I trust I may be pardoned for quoting this encomium. The virtues enumerated by Nurse Davin have not often been ascribed to me.

CHAPTER XVII
LETTERS FROM ROSS

Taking the publication of “An Irish Cousin” as the beginning of our literary work, its next development was a series of short articles on Irish subjects that Martin wrote, single-handed, for the World.

The sap was beginning to run up; more and more things began with her to throw themselves, almost unconsciously, into phrases and forms. Her thoughts blossomed in the fit words, as the life in the tree breaks in leaves. Everything appealed to her in this new life at Ross, which was the old, and while she weeded the flower-beds in the garden, or painted doors in the house, or drove her mother for long miles on the outside car, she was meditating, and phrase-making, and formulating her impressions. These, presently, passing through her letters to me, as through a filter, developed into an article, which was primarily inspired by the death of one of the older retainers of Ross.

Mr. Edmund Yates then had the World at his feet, having created it not very many years before, and that he possessed the flair for good work was evident in the enthusiasm for her writing that, from the first, he did not attempt to conceal from Martin.

If, in things literary, the buyer would forget his traditional pose of saying “it is naught,” and would woo the thirsty, tremulous soul of the artist with appreciation, the bargain would not often work out to his disadvantage. Edmund Yates had the courage of his opinions, and the admiration that he was too generous to withhold more than counterbalanced the minuteness of the cheque that came from his cashier.

The first of these articles, “A Delegate of the National League,” appeared in July, 1889, and was received by our friends with mingled emotions. It is my mature conviction that they were horrified by its want of levity. That “a Shocker” should preach, that “one of the girls” should discourse on what was respectfully summarised by a young lady of my acquaintance as “Deep subjects of Life and Death,” was not quite what anyone enjoyed. Mrs. H. Ward’s book, “Robert Elsmere,” had just appeared; it was considered to be necessary to read it, and to talk intellectually about it, and it was found wearing that Martin should also be among the Prophets, and should write what one of her cousins called “Potted Carlyle.” None the less, she followed up “The Delegate,” in a month or two, with another article in the same vein, entitled “Cheops in Connemara.” In some of her letters of this period she speaks of these articles.
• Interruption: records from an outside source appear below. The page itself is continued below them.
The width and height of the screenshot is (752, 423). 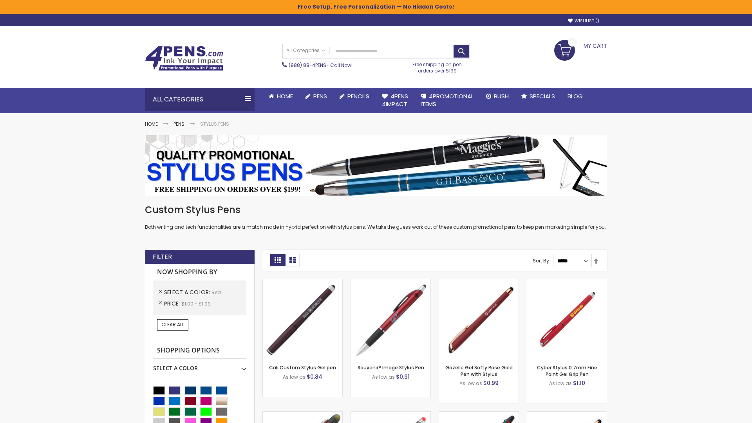 I want to click on span: All Categories, so click(x=306, y=50).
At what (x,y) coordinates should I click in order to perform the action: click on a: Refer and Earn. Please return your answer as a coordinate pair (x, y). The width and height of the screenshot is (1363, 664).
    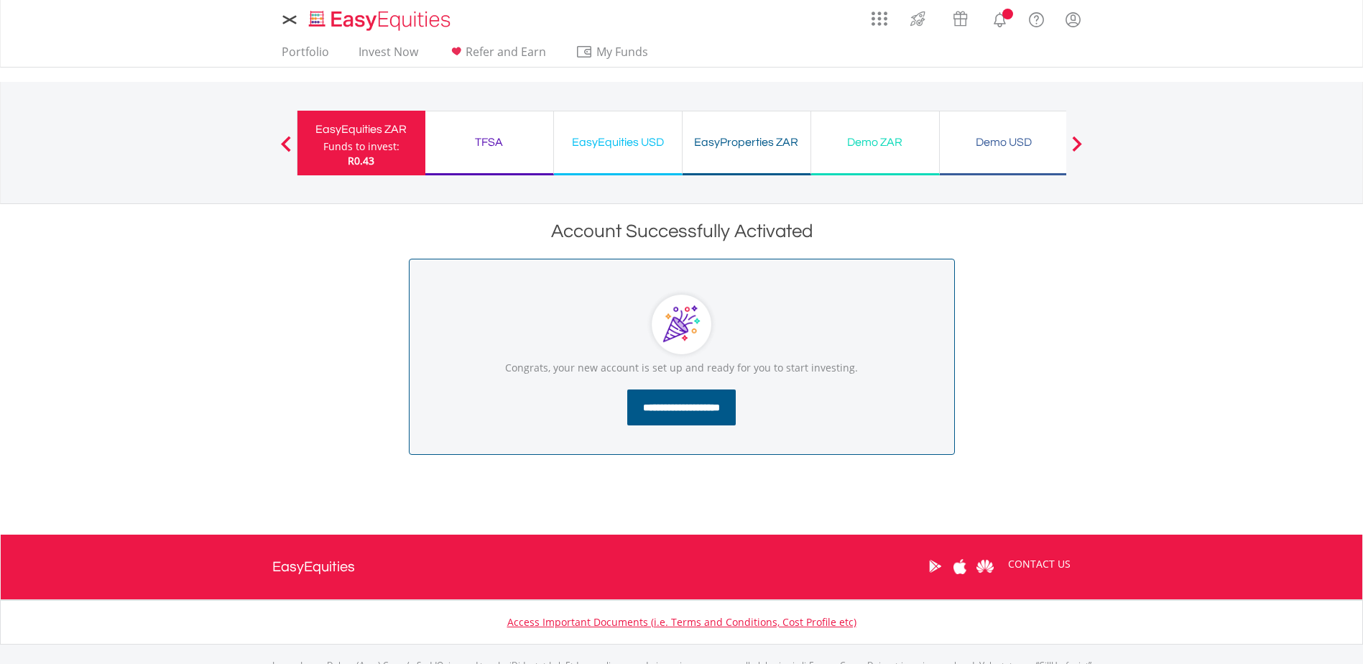
    Looking at the image, I should click on (496, 55).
“I weed the garden a good deal,” she says, “and give meat to my household, and I got a sort of grip of the Education article to-day, and hope it may continue. But I am a fraud in the way of writing. I heap together descriptions, with a few carefully constructed moralities interspersed, and hide behind them, so that no one shall discern my ignorance and hesitation.

“I am ploughing along at an article, and have a most ponderous notion in my head for another about the poor women of the West of Ireland, their lives, their training, their characters, all with a view as to whether they would be the better for having votes, or would give a better or worse vote than the men. I feel overwhelmed and inadequate. I think I write worse every time I try” (which was obviously absurd).

“Mama has had a most kind letter from Sir William Gregory. He has many literary friends and so has Augusta” (Lady Gregory), “and he says they will both do their best for The Shocker, and that he hopes his conscience will allow him to praise it with trumpets and shawms. Poor Mama required a little bucking up after the profound gloom in which she was plunged by a letter from her oldest ally, Mrs. X., saying she thought the ‘Delegate’ was ‘high-flown and verbose’—‘merely, of course, the faults of young writing,’ says Mrs. X. Mama was absolutely staggered, and has gone about saying at intervals, ‘Knee-buckles to a Highlander!’ by which she means to express her glorious contempt for Mrs. X.’s opinion of the classics.”